The Industrial Policy Office of the Department of Defense

The Industrial Policy office of the Defense Department, headed by a deputy assistant secretary, at present supports the Under Secretary of Defense for Acquisition and Sustainment. The Industrial Policy group at DoD should be given the mission of identifying civilian industries and supply chains that are critical to the U.S. “strategic industrial base.” The strategic industrial base is a broader category than the narrow “defense industrial base,” which in common usage refers only to specialized defense contractors.

In order to strengthen the strategic industrial base, DoD’s Industrial Policy office should be required by Congress to classify relevant military and civilian industries and supply chains on the basis of their importance to national security. There should be three categories:

Schedule A. Supply chains and raw materials which must be sourced entirely from American-owned suppliers or manufacturers inside the continental United States, with no exceptions.

Schedule B. Supply chains and raw materials which can be sourced either from U.S. firms or from firms based in U.S. military allies.

Schedule C. Supply chains and raw materials which can be sourced from U.S. firms, firms based in allied countries, or firms based in nonaligned nations.

In addition, the Industrial Policy office should supervise unilateral or multilateral embargoes of imports from countries which are U.S. military rivals, as well as secondary boycotts of imports from allied or neutral countries whose products contain significant inputs from embargoed military adversaries.

The Small Business Administration (SBA)

To the existing programs of the SBA there should be added a new industrial security program. This would take the form of loans, loan guarantees, grants, and, where necessary, equity stakes in defense-critical firms. Size limits on firms eligible for aid under the SBA’s industrial security program could be waived by order of the president, under the authority of Title III of the Defense Production Act.

Congress should consider authorizing SBA to license a category of “defense investment companies” (DICs), similar to existing small business investment companies (SBICs), to crowd in private capital to support maintenance and expansion of defense-critical civilian manufacturing, resource extraction and infrastructure.

The SBA’s industrial security program should be correlated with the classifications that are published and periodically updated by DoD’s Industrial Policy office.

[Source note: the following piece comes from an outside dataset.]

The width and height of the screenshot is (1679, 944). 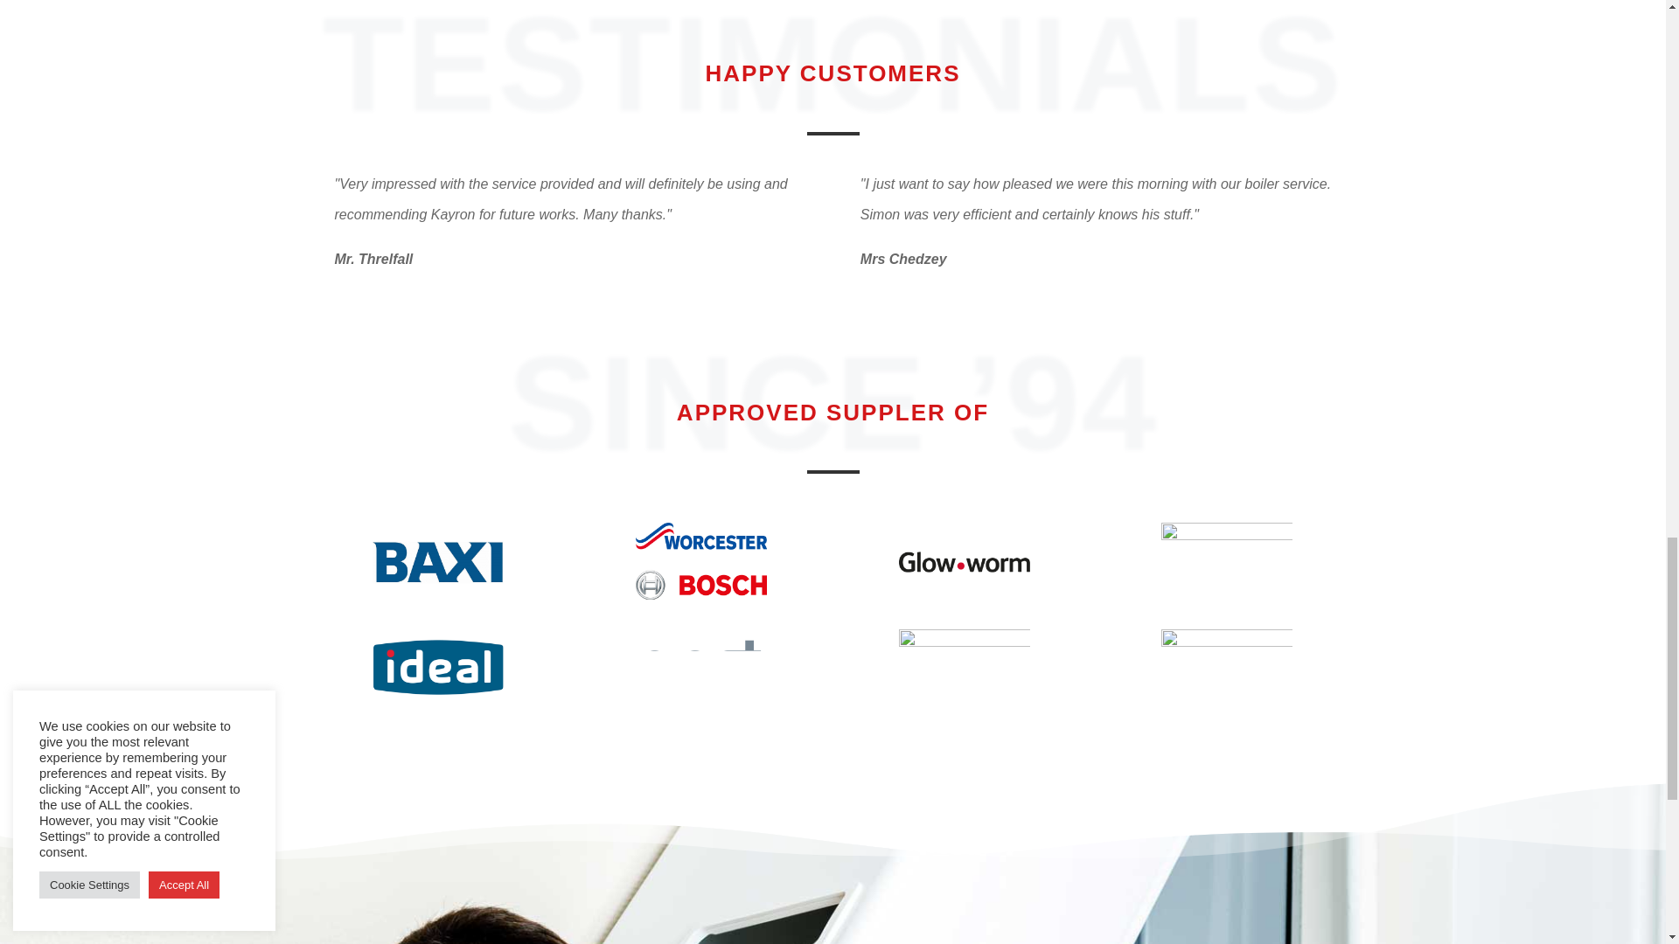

Firms that fall under Schedule A would be eligible for the most support from the new SBA industrial security program. Schedule B firms would be eligible for less support. Neither allied nor neutral firms could receive SBA support, either for themselves or their U.S. subsidiaries, absent presidential waivers.

CFIUS

The Committee on Foreign Investment in the United States (CFIUS) reviews foreign investments in the U.S. that affect national security. To its existing mandate should be added a new mandate:  reviewing decisions about investment in foreign countries by U.S.-based corporations that affect U.S. industrial security. For example, CFIUS should have the legal authority to intervene to prevent the last semiconductor manufacturer in the U.S. from shutting down its U.S. fabrication facilities, while investing in new ones overseas.

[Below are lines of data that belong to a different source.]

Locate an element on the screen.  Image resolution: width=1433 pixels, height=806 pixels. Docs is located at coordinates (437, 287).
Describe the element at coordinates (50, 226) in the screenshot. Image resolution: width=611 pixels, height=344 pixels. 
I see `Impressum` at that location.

For purposes of CFIUS review of outward investment by U.S. firms, the domicile and nationality of firms should be judged on the basis of criteria like the residence of most of their managers and directors, to prevent U.S. industrial security laws from being circumvented by means of incorporation in tax havens or other strategems.

Rebuilding American industrial security is urgent. We can start by adding new industrial security missions to the existing missions of the Defense Department, the SBA, and CFIUS.

Michael Lind
Michael Lind is a columnist at Tablet, a fellow at New America, and the author of more than a dozen books, including Hell to Pay: How the Suppression of Wages is Destroying America (2023).